Canfield at Twitch: "This entry is deeply personal. Matt McGrory, star of Big Fish, The Devil's Rejects and Carnivàle among others has passed away at the too early age of 32."
Online browsing tip #1. Patti Smith is in Bayreuth, taking in the operas. And shooting Polaroids. You can see them in Die Zeit, which is also running her Bayreuth diary (she really should write more often) and, online only and also in German, an interview.
Online browsing tip #2. Italian Soundtracks. And American, English, French, German and Japanese as well. Via Rashomon.
Online browsing tip #3. Schaukasten, a "blog dedicated to the aesthetic values of movie art beyond the screen." Via Wiley Wiggins.
Online listening tip #1. Peter Pan, featuring Jean Arthur and Boris Karloff. Via filmtagebuch.
Online listening tip #2. Your Call, 8.9.05. Mary Ambrose talks with Kenneth Turan and Jeffrey Anderson about why people aren't going to movies anymore.

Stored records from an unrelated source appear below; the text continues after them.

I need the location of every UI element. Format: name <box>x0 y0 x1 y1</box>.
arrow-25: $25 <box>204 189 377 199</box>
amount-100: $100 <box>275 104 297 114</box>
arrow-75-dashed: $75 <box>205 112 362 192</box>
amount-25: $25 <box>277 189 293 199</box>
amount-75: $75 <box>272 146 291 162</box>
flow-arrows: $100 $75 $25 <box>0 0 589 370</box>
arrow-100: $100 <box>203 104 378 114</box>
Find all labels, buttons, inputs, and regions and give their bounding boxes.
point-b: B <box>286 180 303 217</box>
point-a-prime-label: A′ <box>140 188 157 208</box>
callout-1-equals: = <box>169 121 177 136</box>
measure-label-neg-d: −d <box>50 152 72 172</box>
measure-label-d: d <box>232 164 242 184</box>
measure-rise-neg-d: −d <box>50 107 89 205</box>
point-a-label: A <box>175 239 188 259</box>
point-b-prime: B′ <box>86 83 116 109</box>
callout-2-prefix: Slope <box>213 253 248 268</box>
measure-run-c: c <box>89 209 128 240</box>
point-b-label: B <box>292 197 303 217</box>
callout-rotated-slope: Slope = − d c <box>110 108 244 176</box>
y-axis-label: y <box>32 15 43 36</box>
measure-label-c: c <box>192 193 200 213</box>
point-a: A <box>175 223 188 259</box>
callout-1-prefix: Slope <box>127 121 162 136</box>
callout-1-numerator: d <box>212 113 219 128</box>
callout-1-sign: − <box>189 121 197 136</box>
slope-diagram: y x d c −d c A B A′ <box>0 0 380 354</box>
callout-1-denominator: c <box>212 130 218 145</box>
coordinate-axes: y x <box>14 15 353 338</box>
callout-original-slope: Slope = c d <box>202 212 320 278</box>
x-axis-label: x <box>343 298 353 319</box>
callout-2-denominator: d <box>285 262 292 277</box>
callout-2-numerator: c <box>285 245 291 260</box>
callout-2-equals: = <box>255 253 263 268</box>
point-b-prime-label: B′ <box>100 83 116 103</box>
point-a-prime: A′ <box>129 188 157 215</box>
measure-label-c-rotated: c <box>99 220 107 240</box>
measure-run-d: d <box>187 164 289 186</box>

Online viewing tip. Mutiny City News riffs on The Aristocrats. Related: Amelie Gillette interviews Gilbert Gottfried for the AV Club, reviews from Johnny Ray Huston in the SFBG and Sean Burns in the Philadelphia Weekly, and: Tell the joke, win a prize. Your version might even be included on the DVD. The rules.
Online viewing tips, round #1. The "Lost Screen Tests" for Entourage. Also via Screenhead: Eugene Mirman's videos.
Online viewing tips, round #2. At Twitch, where Todd has Toronto's doc lineup, trailers: Jackie Chan's The Myth; Aeon Flux, with Charlize Theron; a new one for Domino; and Marc Forster's Stay. More from Alison Willmore at the IFC Blog.